Sewer Line Repair & Installation

Sewer Line Repair & Installation
Scope of Work
Sewer Line Repair & Installation

FAQs
Find quick answers to the most common questions about our plumbing services. These FAQs cover what to expect, service details, and helpful tips to make scheduling easier.
Not always. Spot repairs work well when the failure is localized — a single offset joint, a crushed section, or a specific root intrusion. We use the camera scope to identify whether the defect is isolated or the line is generally at end-of-life. If 80% of the line is still in good shape, spot repair or pipe lining is the right answer. If the line is universally aged (cast iron from the 50s-70s with widespread roughness), full replacement is the better long-term call.
No — cured-in-place pipe lining (CIPP) requires a host pipe that's mostly structurally sound. Lines that are collapsed, severely offset, or back-pitched aren't candidates because the liner can't be inserted properly or won't fix the slope. We always run a camera scope first to verify lining candidacy. When lining works, it's the least disruptive option — 1-day install, no trenching, 50-year warranty from most manufacturers.
The two most common causes for recurring sewer line clogs in LA County and Orange County are root intrusion at joints (very common in homes 30+ years old with mature street or yard trees) and "bellies" — low spots in the line where waste pools and solidifies between flushes. Both are diagnosable by camera scope; both have permanent fixes. Snaking the line just clears the immediate clog; the underlying defect remains and the clog returns in months.
Yes — when sewer work requires breaking concrete, asphalt, or removing landscaping, we restore the surfaces. For decorative surfaces (stamped concrete, pavers, specialty hardscape) we coordinate with a specialty finish trade. For standard concrete and asphalt we do the patch in-house. Plumbing Squad's CSLB #1081283 (B General Building classification) covers the structural patch work that traditional plumbing-only licenses can't.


* _Task goal_: The result should be every line of the listing that contains "liquid".

* _Recorded information_:
[Start of Attachment]

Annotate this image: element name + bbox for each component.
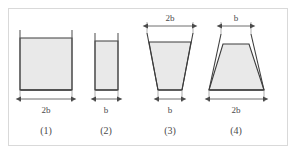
container-cross-sections-diagram: 2b (1) b (2) 2b b (3) xyxy=(0,0,296,154)
shape-4-group: b 2b (4) xyxy=(209,13,264,137)
shape-1-caption: (1) xyxy=(40,125,52,137)
shape-3-group: 2b b (3) xyxy=(147,13,193,137)
shape-3-top-dimension-label: 2b xyxy=(166,13,176,23)
shape-1-group: 2b (1) xyxy=(20,30,72,137)
shape-1-bottom-dimension-label: 2b xyxy=(42,105,52,115)
shape-4-top-dimension-label: b xyxy=(234,13,239,23)
shape-2-caption: (2) xyxy=(100,125,112,137)
shape-2-bottom-dimension-label: b xyxy=(104,105,109,115)
shape-3-liquid-body xyxy=(149,42,191,90)
shape-4-caption: (4) xyxy=(230,125,242,137)
shape-2-group: b (2) xyxy=(95,33,118,137)
shape-3-caption: (3) xyxy=(164,125,176,137)
shape-1-liquid-body xyxy=(20,38,72,90)
shape-2-liquid-body xyxy=(95,41,118,90)
shape-3-bottom-dimension-label: b xyxy=(168,105,173,115)
shape-4-bottom-dimension-label: 2b xyxy=(232,105,242,115)
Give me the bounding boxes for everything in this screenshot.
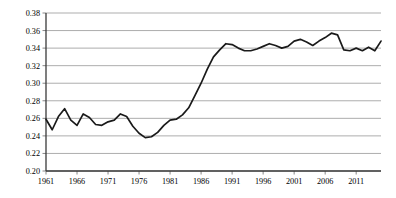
line-chart: 0.200.220.240.260.280.300.320.340.360.38…: [0, 0, 396, 198]
y-tick-label: 0.32: [26, 62, 40, 71]
gridlines: [46, 13, 381, 171]
y-tick-label: 0.26: [26, 114, 40, 123]
chart-canvas: 0.200.220.240.260.280.300.320.340.360.38…: [0, 0, 396, 198]
x-tick-label: 1991: [224, 177, 240, 186]
x-tick-label: 2001: [286, 177, 302, 186]
y-tick-label: 0.22: [26, 149, 40, 158]
x-tick-label: 1986: [193, 177, 209, 186]
y-tick-labels: 0.200.220.240.260.280.300.320.340.360.38: [26, 9, 40, 176]
y-tick-label: 0.20: [26, 167, 40, 176]
x-tick-label: 1961: [38, 177, 54, 186]
x-tick-label: 1981: [162, 177, 178, 186]
x-tick-label: 1966: [69, 177, 85, 186]
y-tick-label: 0.24: [26, 132, 40, 141]
x-tick-label: 1996: [255, 177, 271, 186]
x-tick-label: 1976: [131, 177, 147, 186]
x-tick-label: 1971: [100, 177, 116, 186]
x-tick-labels: 1961196619711976198119861991199620012006…: [38, 177, 364, 186]
x-tick-label: 2011: [348, 177, 364, 186]
y-tick-label: 0.30: [26, 79, 40, 88]
y-tick-label: 0.28: [26, 97, 40, 106]
y-tick-label: 0.36: [26, 27, 40, 36]
y-tick-label: 0.38: [26, 9, 40, 18]
y-tick-label: 0.34: [26, 44, 40, 53]
data-series-line: [46, 33, 381, 137]
x-tick-label: 2006: [317, 177, 333, 186]
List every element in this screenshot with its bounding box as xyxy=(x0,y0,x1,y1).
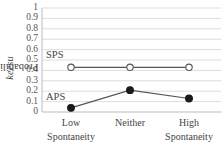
open-circle-marker xyxy=(186,64,192,70)
open-circle-marker xyxy=(127,64,133,70)
filled-circle-marker xyxy=(186,95,193,102)
series-label-sps: SPS xyxy=(46,49,64,60)
line-chart: Probability of keesu 00.10.20.30.40.50.6… xyxy=(0,0,223,147)
filled-circle-marker xyxy=(68,104,75,111)
series-label-aps: APS xyxy=(46,91,65,102)
x-category-label: HighSpontaneity xyxy=(154,116,223,144)
filled-circle-marker xyxy=(127,87,134,94)
open-circle-marker xyxy=(68,64,74,70)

[End of Attachment]

* _Response below_:
shape-3-liquid-body xyxy=(149,42,191,90)
shape-1-liquid-body xyxy=(20,38,72,90)
shape-2-liquid-body xyxy=(95,41,118,90)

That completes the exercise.